Waite Phillips reportedly had the underground passage built so he could move between his two buildings without exposing himself on the street, a precaution against potential kidnapping threats that came with his enormous wealth.
The tunnel is part of a broader network of underground passages that run beneath parts of downtown Tulsa. Visitors have explored them on self-guided walks using maps available from the Bank of Oklahoma downtown, turning what might otherwise be a forgotten piece of infrastructure into a genuinely engaging way to experience the city’s layered history.
There is something undeniably thrilling about walking through a passage that a 1920s oil tycoon used for his own protection. It adds a layer of real human drama to the building’s story, reminding you that behind all the gorgeous architecture was a person navigating a complicated and high-stakes world.
The tunnel makes the Philtower feel less like a monument and more like a living piece of history.
From Boy Scouts to Loft Apartments

Not many buildings have been owned by the Boy Scouts of America, but the Philtower has that unusual distinction. In 1941, Waite Phillips deeded the building to the Boy Scouts, who held ownership until 1977.
It was a genuinely generous act, intended to help fund the upkeep of Philmont Scout Ranch in New Mexico, which Phillips had also donated to the organization.
After the Scouts sold the building, it passed through several owners before a major transformation took place in 2004. Floors 12 through 20 were converted into loft apartments, making the Philtower the first mixed-use high-rise in Tulsa’s history.

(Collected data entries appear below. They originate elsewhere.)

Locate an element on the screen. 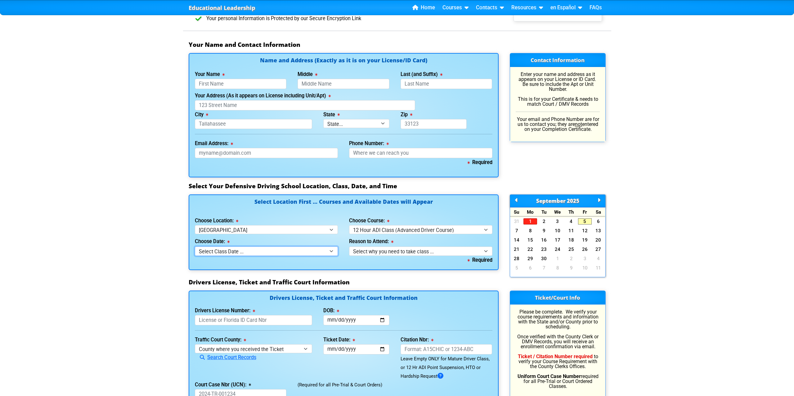 The image size is (794, 396). a: 22 is located at coordinates (531, 250).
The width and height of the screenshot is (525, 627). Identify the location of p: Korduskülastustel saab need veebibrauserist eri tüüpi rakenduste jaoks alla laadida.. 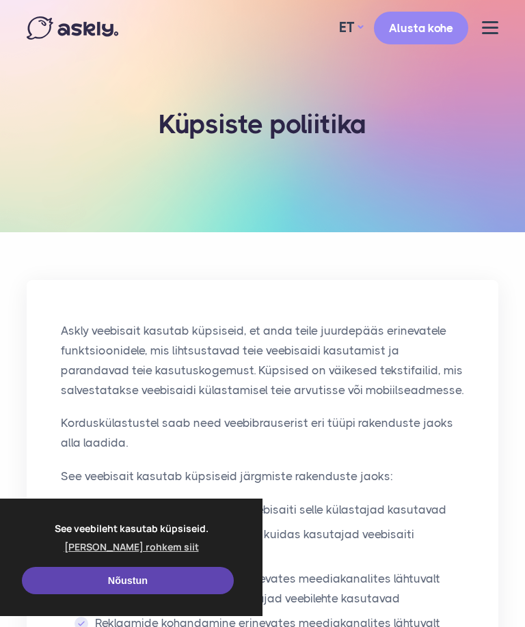
(262, 433).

The apartments blend the building’s historic character with modern living, and residents reportedly enjoy some of the best views in the entire city.
The building was listed on the National Register of Historic Places in 1979 and became part of the Oil Capital Historic District in 2010, cementing its status as a protected piece of American architectural heritage. The fact that people actually live inside this century-old Gothic masterpiece adds a warmth and vitality that purely commercial buildings rarely have.

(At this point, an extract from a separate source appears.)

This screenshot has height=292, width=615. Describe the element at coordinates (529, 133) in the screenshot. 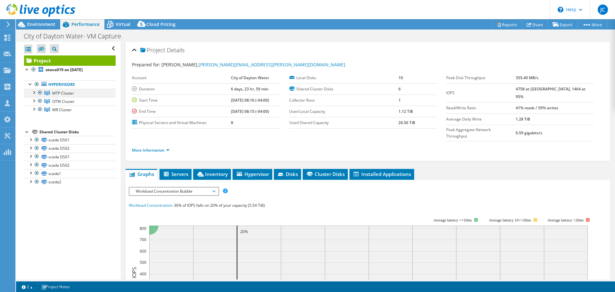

It is history you can genuinely inhabit, not just admire from a distance.
Why the Philtower Is Worth a Visit Today

Downtown Tulsa has a lot going for it, but the Philtower is genuinely in a category of its own. The building is open on weekdays, and the lobby alone is reason enough to stop in.
A small museum in the back of the building shares more about the Phillips family and the broader history of the structure, giving context to everything you see around you.
The architecture rewards slow attention. Spend a few minutes just looking at the exterior details, the gargoyles, the carved stonework, the way the setbacks give the building its layered silhouette.
Then step inside and let the lobby do the rest of the work. It is genuinely one of the most impressive interior spaces in Oklahoma, full stop.
For anyone interested in American history, Art Deco design, or just extraordinary buildings, the Philtower belongs on the itinerary. It represents a moment when Tulsa had the wealth, the ambition, and the taste to build something truly world-class.
That moment is long past, but the building remains, holding its ground on South Boston Avenue with the same quiet confidence it has always had.